Linda Berkeley, a registered voter in Buncombe County, North Carolina, moved to England decades ago and has cast a ballot from overseas in every U.S. election since the mid-1980s. She did so without any issues until the 2024 election. Earlier this month, she learned that her vote in the race for a seat on the state supreme court could be rejected.
“I am enraged that anyone wants to disenfranchise me,” Berkeley said.
She is one of more than 60,000 voters whose ballot is in doubt after Jefferson Griffin, the Republican candidate for the North Carolina Supreme Court whom she voted for, contested the outcome of his race in an extraordinary attempt to change the rules after the election. Griffin’s effort, if successful, would create chaos for future elections, inviting candidates to bring similar post-election lawsuits, exposing American democracy to a further erosion of trust.
“I voted for Jefferson Griffin. I resent that Judge Griffin is trying to change the rules after the election,” Berkeley said. “You cannot move the goal post after the game has started.”
Last week, the Brennan Center for Justice and Ballew Puryear PLLC filed a friend-of-the-court brief in Griffin v. North Carolina State Board of Elections on behalf of the U.S. Vote Foundation, the Association of Americans Resident Overseas, and six impacted voters, including Berkeley.
The legal quarrel began after Allison Riggs, a Democratic justice on the state’s high court, defeated Griffin by 734 votes. That outcome was confirmed by two separate recounts. But two weeks after the election, Griffin filed numerous legal challenges seeking to invalidate more than 60,000 ballots. Among the votes that he seeks to nullify are those cast by military and overseas voters who did not provide a copy of a photo ID with their ballots and by children and dependents of North Carolinians who were born abroad — even the though the law expressly allows them to vote just as they did.
In his case, Griffin is not asserting that voter fraud influenced the election, nor is he refuting that the voters followed the rules. Yet he is seeking to disenfranchise eligible American voters. The election rules at issue were in place long before the 2024 general election, and he is challenging ballots cast by military and overseas voters only in a handful of counties — Buncombe, Durham, Forsyth, and Guilford counties — all of which are heavily Democratic.
“Why now,” asked Nikita Berry, an overseas voter since 2016 living in Calgary, Canada, who is registered in Forsyth County and signed onto the brief along with Berkeley. “I have been voting absentee for over a decade. My local board of elections sent a detailed list of everything I needed to do and I did that — I have never had an issue before.”
Riggs (the Democratic candidate) and the bipartisan state board of elections contend that these ballots were cast by eligible voters who followed the voting process as it was laid out for them at the time of the election.
In December, the state board of elections dismissed Griffin’s challenges.
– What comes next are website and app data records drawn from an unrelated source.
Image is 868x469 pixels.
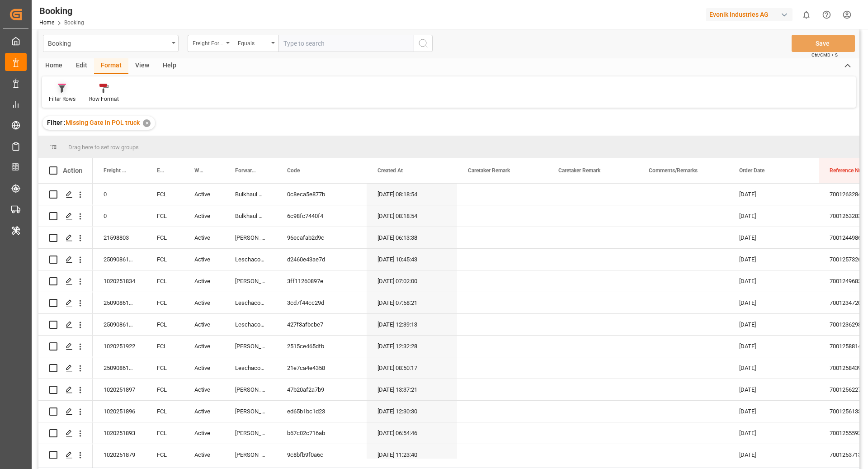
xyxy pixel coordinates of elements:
[184,249,225,270] div: Active
[184,292,225,314] div: Active
[92,184,146,205] div: 0
[48,37,169,49] div: Booking
[225,445,276,466] div: [PERSON_NAME]
[39,19,54,25] a: Home
[728,205,818,227] div: [DATE]
[92,292,146,314] div: 250908610053
[146,445,184,466] div: FCL
[276,228,366,248] div: 96ecafab2d9c
[366,184,457,205] div: [DATE] 08:18:54
[276,249,366,270] div: d2460e43ae7d
[705,6,796,23] button: Evonik Industries AG
[94,58,128,74] div: Format
[146,270,184,292] div: FCL
[728,314,818,336] div: [DATE]
[649,167,698,174] span: Comments/Remarks
[143,120,151,127] div: ✕
[68,144,139,151] span: Drag here to set row groups
[92,358,146,379] div: 250908610585
[276,422,366,444] div: b67c02c716ab
[276,292,366,314] div: 3cd7f44cc29d
[39,401,92,422] div: Press SPACE to select this row.
[128,58,156,74] div: View
[184,336,225,357] div: Active
[366,336,457,357] div: [DATE] 12:32:28
[39,58,69,74] div: Home
[92,445,146,466] div: 1020251879
[559,167,600,174] span: Caretaker Remark
[92,205,146,227] div: 0
[276,270,366,292] div: 3ff11260897e
[468,167,510,174] span: Caretaker Remark
[146,184,184,205] div: FCL
[43,35,178,53] button: open menu
[728,445,818,466] div: [DATE]
[39,314,92,336] div: Press SPACE to select this row.
[238,37,269,48] div: Equals
[225,228,276,248] div: [PERSON_NAME] (TC Operator)
[146,358,184,379] div: FCL
[39,422,92,445] div: Press SPACE to select this row.
[39,379,92,401] div: Press SPACE to select this row.
[276,379,366,400] div: 47b20af2a7b9
[184,228,225,248] div: Active
[92,270,146,292] div: 1020251834
[366,358,457,379] div: [DATE] 08:50:17
[728,184,818,205] div: [DATE]
[188,35,233,53] button: open menu
[235,167,257,174] span: Forwarder Name
[728,292,818,314] div: [DATE]
[39,358,92,379] div: Press SPACE to select this row.
[92,228,146,248] div: 21598803
[92,401,146,422] div: 1020251896
[193,37,223,48] div: Freight Forwarder's Reference No.
[728,270,818,292] div: [DATE]
[89,95,119,103] div: Row Format
[366,314,457,336] div: [DATE] 12:39:13
[146,292,184,314] div: FCL
[225,292,276,314] div: Leschaco Bremen
[225,314,276,336] div: Leschaco Bremen
[184,422,225,444] div: Active
[146,205,184,227] div: FCL
[69,58,94,74] div: Edit
[225,422,276,444] div: [PERSON_NAME]
[276,445,366,466] div: 9c8bfb9f0a6c
[39,4,84,18] div: Booking
[146,422,184,444] div: FCL
[184,401,225,422] div: Active
[92,249,146,270] div: 250908610541
[225,358,276,379] div: Leschaco Bremen
[225,379,276,400] div: [PERSON_NAME]
[184,184,225,205] div: Active
[92,314,146,336] div: 250908610066
[47,119,65,126] span: Filter :
[739,167,765,174] span: Order Date
[92,422,146,444] div: 1020251893
[146,314,184,336] div: FCL
[49,95,76,103] div: Filter Rows
[366,205,457,227] div: [DATE] 08:18:54
[194,167,205,174] span: Work Status
[366,228,457,248] div: [DATE] 06:13:38
[156,58,183,74] div: Help
[728,422,818,444] div: [DATE]
[812,52,838,58] span: Ctrl/CMD + S
[92,379,146,400] div: 1020251897
[184,358,225,379] div: Active
[728,379,818,400] div: [DATE]
[184,379,225,400] div: Active
[728,249,818,270] div: [DATE]
[728,336,818,357] div: [DATE]
[39,205,92,228] div: Press SPACE to select this row.
[39,270,92,292] div: Press SPACE to select this row.
[728,228,818,248] div: [DATE]
[366,292,457,314] div: [DATE] 07:58:21
[39,249,92,270] div: Press SPACE to select this row.
[225,249,276,270] div: Leschaco Bremen
[225,205,276,227] div: Bulkhaul Ltd.
[366,249,457,270] div: [DATE] 10:45:43
[728,358,818,379] div: [DATE]
[92,336,146,357] div: 1020251922
[276,184,366,205] div: 0c8eca5e877b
After the case bounced between state and federal courts, a state trial court affirmed the board’s decision. Griffin appealed that ruling to the state’s court of appeals, where it is now pending. Meanwhile, the North Carolina Supreme Court halted the state board of elections from certifying the result as Griffin’s bid makes its way through the courts — making this the only race from the November 2024 election that has yet to be certified.
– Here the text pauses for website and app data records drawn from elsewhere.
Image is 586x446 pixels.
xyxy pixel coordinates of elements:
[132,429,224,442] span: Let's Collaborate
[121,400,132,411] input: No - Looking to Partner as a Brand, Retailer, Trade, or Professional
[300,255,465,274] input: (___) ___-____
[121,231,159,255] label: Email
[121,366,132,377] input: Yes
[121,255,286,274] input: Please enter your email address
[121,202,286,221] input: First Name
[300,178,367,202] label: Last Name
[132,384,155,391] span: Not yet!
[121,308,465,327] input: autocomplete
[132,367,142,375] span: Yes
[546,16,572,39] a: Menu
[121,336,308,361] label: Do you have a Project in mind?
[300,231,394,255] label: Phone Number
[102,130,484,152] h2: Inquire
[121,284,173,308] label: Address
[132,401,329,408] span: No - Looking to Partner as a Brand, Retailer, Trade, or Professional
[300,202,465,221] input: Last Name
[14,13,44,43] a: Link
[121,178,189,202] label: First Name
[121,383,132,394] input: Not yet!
As the brief explains, Griffin’s legal dispute is at odds with longstanding legal precedent and commonsense: when voters follow the established rules at the time of an election, their votes must be counted. The implications of this kind of post-election contest, if the courts allow it, would be jarring.
This goes beyond one election for one seat on a state’s high court. Judicial approval of Griffin’s suit would encourage more candidates to wait until after they have lost elections to raise legal challenges, so that they can selectively disqualify groups of ballots that do not skew in their favor. Enabling future dubious lawsuits in other states risks weakening the constitutional right to vote and shakes the foundations of the democratic process.
“This experience has undermined my trust in our judicial system and the integrity of our elections. My vote should not be thrown out,” said Karen Brightwell, one of the voters who signed onto the brief, who lives in New Zealand and is registered to vote in Durham County. “I worry that our democracy is in serious trouble.”
As with Berkeley and Berry, Brightwell only learned her vote was being challenged in early February through an email from the U.S. Vote Foundation, an organization that provides voter assistance to eligible voters who live overseas or serve in the military.
For these voters, electing candidates that affect every aspect of their home state and the lives of their family and friends is part of being an American, even from abroad. And their voices matter.
“My father dedicated his life to defending our Constitution as part of his military service,” Brightwell said. “I vote in North Carolina because I firmly believe that it is not only my right but my obligation as a citizen of this state and nation.”